Honoring Randy Pausch

I wonder how many of us harbor the idea of floating weightless in space as one of those little life-long dreams so important to who we truly are. I’m thinking about this given the news that Randy Pausch the professor whose “last lecture” made him a symbol for the wisdom of everyday life experiences,  passed away on July 25th from pancreatic cancer.

His lecture, delivered at Carnegie Mellon on Sept. 18, 2007, has become of course, first a YouTube phenomena and later a best seller book. His down-to-earth advice on growing up (he was grateful for being allowed to paint pictures on his walls), thoughts of his wife, on never giving up no matter how many brick walls must be confronted, struck a chord with millions of viewers and readers.
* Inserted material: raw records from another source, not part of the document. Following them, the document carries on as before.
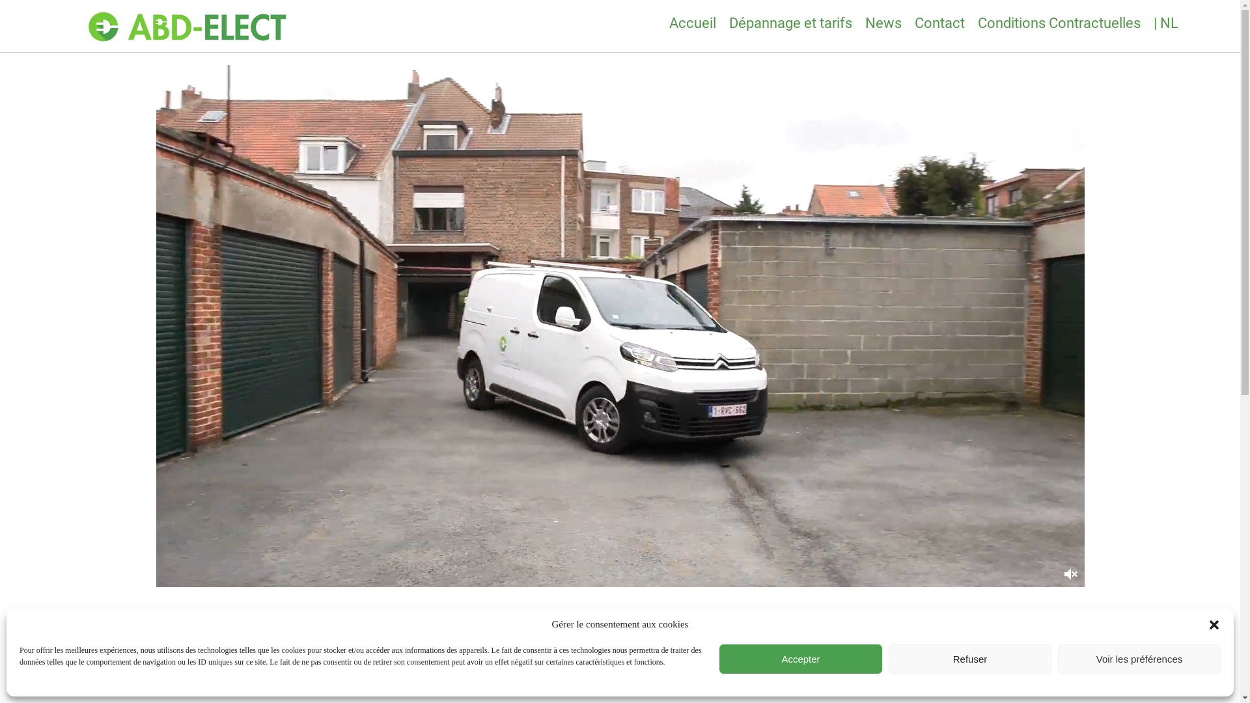 This screenshot has width=1250, height=703. I want to click on Contact, so click(940, 23).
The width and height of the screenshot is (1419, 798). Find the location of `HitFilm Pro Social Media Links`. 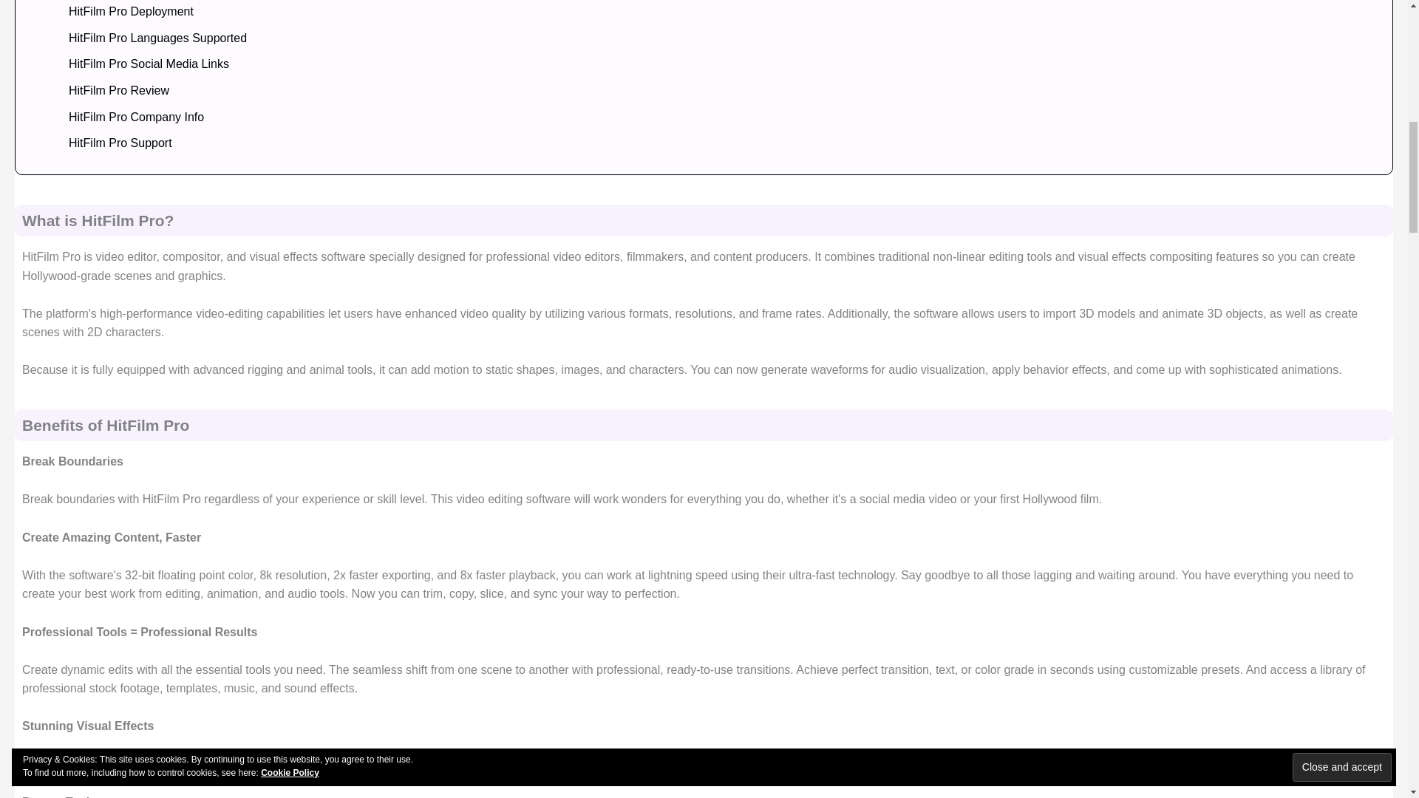

HitFilm Pro Social Media Links is located at coordinates (143, 64).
Amongst the remaining wishes of his life the professor mentioned wanting to experience floating in the weightlessness of zero-gravity. And there we are, confronted once again that for so many of us, there is something special about the frontier of space, a place as filled with gigantic planets and inconceivable forces, as with the wonder of floating and flying and running along alien surfaces.

Dr. Pausch realized that particular dream: NASA allowed him on one of their KC-135 zero-gravity missions. Even there he had to overcome yet another metaphoric brick wall. When his students in a virtual reality program won the right to fly aboard a KC-135 flight, it was understood that faculty members were not allowed. So Dr. Pausch applied as a journalist covering the mission to experience the thrill of zero-gravity.

Taken for granted was his desire to play for a football team; work with Disney, or to take part in a Star Trek film. Yet for those who came of age in the glory of the Apollo program, there remains a life-long wonder of what was then accomplished. Let us hope that this feeling towards space travel, and the desire to personally experience it, never becomes extinguished.

NASA does these sort of things badly, but an educational zero-gravity program named after Dr. Randy Pausch would be a fitting memorial for a man who moved so many with his clear-eyed list of the priorities of life.